DFI LANPARTY LT X48-TR2 layout and features
Our second X48 board is DFI's £159-priced LANPARTY LT X48-TR2.
The board has a generally good layout with logical power-cable
placement, other than Floppy power alongside the primary graphics'
slot,
which can be fiddly to get to.
There are a generous supply of fan-headers, including a single 4-pin
for
the CPU and five 3-pin headers, with the northbridge and rear case-fan
headers located in the top-centre of the picture. A second rear-fan
header is at the far left, next to power and reset buttons, and
finally,
two headers for front case fans are located in the lower left of the
picture,
above the leftmost SATA ports.
The on-board POST LED can prove useful for error diagnosis when the
board has hung, and the
power and reset buttons - with CMOS reset functionality by pressing
them simultaneously - make configuring and fine-tuning your system
pretty easy.
The CPU socket and VRM area is clear of any intrusions that may
interfere with heatsink installation.
However, as you can see, the northbridge cooler is not attached out of the box to prevent possible damage during shipping. DFI ships the heatpiped cooler with a small syringe of thermal paste for you to apply yourself. The northbridge cooler is quite large and may interfere with some bigger CPU heatsinks. We experienced no issues using our Akasa AK-965 cooler, however.
The board
is
well suited for watercooling as the northbridge cooler is both
uninstalled during shipping and doesn't tie into southbridge or VRM
cooling, either.
The LT X48-TR2 offers DDR2-only support, forgoing the potential performance improvements of DDR3. It's a decision we can approve of given the limited performance benefit and the fact that DDR2 is still better value for money.
The ICH9R southbridge is cooled by a humble, low-profile aluminium heatsink, which proves more than ample at keeping the chip cool during testing. Its diminutive height also avoids potential compatibility issues when running multi-GPU configurations.
The board provides eight front-facing SATA2 ports, which also prevent issues with multi-GPU setups. Six from the ICH9R and another two from the JMicron JMB363 controller that also provides the board with its PATA support. As you'll know, most modern Intel chipsets eschew native PATA connectivity.
Expansion slots, from left to right,
include x16 PCIe
(Gen2), 1x PCIe, PCI, x16 PCIe (Gen2), two PCI slots, and, finally, a
x16 physical (x4 electrical) PCIe slot. The PCIe slots don’t
have
locking tabs which makes installation and removal far easier,
especially
in multi-GPU
configurations, and the spacing of slots
means even when running three-card CrossFire with
dual-slot Radeons there is a one-slot gap between cards - unless, of
course, you're
using the PCI slots - to provide adequate ventilation for all cards.
The audio card which attaches to the motherboard
via a small ribbon cable can be positioned in one of these spare slots
without blocking airflow.
Running a
third dual-slot card does however make access to the on-board power and
reset buttons difficult. It's hard to fault DFI on this as the x4 PCIe
slot is likely there more for running single-slot cards for physics,
audio, additional monitors or RAID; but can also be used for three-card
CrossFireX if so desired.
For most configurations the expansion slot layout is very good.
The I/O section contains PS/2 keyboard and mouse; six USB 2.0; dual
Gigabit LAN (although the second network port cannot be used when the
third PCIe slot is set to x4 lane operation, strangely) and
a FireWire port. The gap in the heatsink is there for the UT series
motherboards, where a heatpiped cooler emerges. For the LT series you
can't help but think the space is put to waste.
The sound connectors are on a separate card, possibly reducing interference, connected via a ribbon-cable to the motherboard. This takes up an expansion slot but it’s flexible in whether you lose a PCI or PCIe slot. However, it does not support Dolby Live/DTS Connect so the digital connections are limited to bit-stream or stereo PCM-out.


• Task details: Could you copy, exactly as written, every line from the first line of the records through the one containing "What do you see at coordinates (156, 20)"?

--- START ---

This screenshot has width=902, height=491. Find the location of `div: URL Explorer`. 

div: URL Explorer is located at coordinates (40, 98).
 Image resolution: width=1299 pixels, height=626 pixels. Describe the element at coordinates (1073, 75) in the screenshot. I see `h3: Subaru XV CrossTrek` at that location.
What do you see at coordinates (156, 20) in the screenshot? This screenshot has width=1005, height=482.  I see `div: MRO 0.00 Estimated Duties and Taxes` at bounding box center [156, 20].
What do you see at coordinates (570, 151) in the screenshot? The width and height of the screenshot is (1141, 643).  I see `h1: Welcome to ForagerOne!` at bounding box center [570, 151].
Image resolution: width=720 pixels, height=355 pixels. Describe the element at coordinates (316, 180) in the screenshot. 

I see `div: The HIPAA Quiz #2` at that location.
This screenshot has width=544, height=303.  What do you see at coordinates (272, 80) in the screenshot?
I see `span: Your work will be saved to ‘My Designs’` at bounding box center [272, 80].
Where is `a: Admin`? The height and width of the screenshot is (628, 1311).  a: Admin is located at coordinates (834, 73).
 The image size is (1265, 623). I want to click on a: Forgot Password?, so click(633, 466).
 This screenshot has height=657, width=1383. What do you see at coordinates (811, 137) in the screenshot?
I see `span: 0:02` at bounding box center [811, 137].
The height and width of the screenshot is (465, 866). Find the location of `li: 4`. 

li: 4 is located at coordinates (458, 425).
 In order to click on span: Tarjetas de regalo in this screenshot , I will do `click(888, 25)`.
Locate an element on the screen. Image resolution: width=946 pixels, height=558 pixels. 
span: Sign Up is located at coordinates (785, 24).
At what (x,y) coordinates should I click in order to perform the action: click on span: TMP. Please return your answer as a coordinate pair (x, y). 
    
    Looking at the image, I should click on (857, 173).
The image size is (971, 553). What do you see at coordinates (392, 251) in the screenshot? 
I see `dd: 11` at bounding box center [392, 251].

--- END ---

• Answer to this exercise:
This screenshot has width=902, height=491. Find the location of `div: URL Explorer`. 

div: URL Explorer is located at coordinates (40, 98).
 Image resolution: width=1299 pixels, height=626 pixels. Describe the element at coordinates (1073, 75) in the screenshot. I see `h3: Subaru XV CrossTrek` at that location.
What do you see at coordinates (156, 20) in the screenshot? This screenshot has width=1005, height=482.  I see `div: MRO 0.00 Estimated Duties and Taxes` at bounding box center [156, 20].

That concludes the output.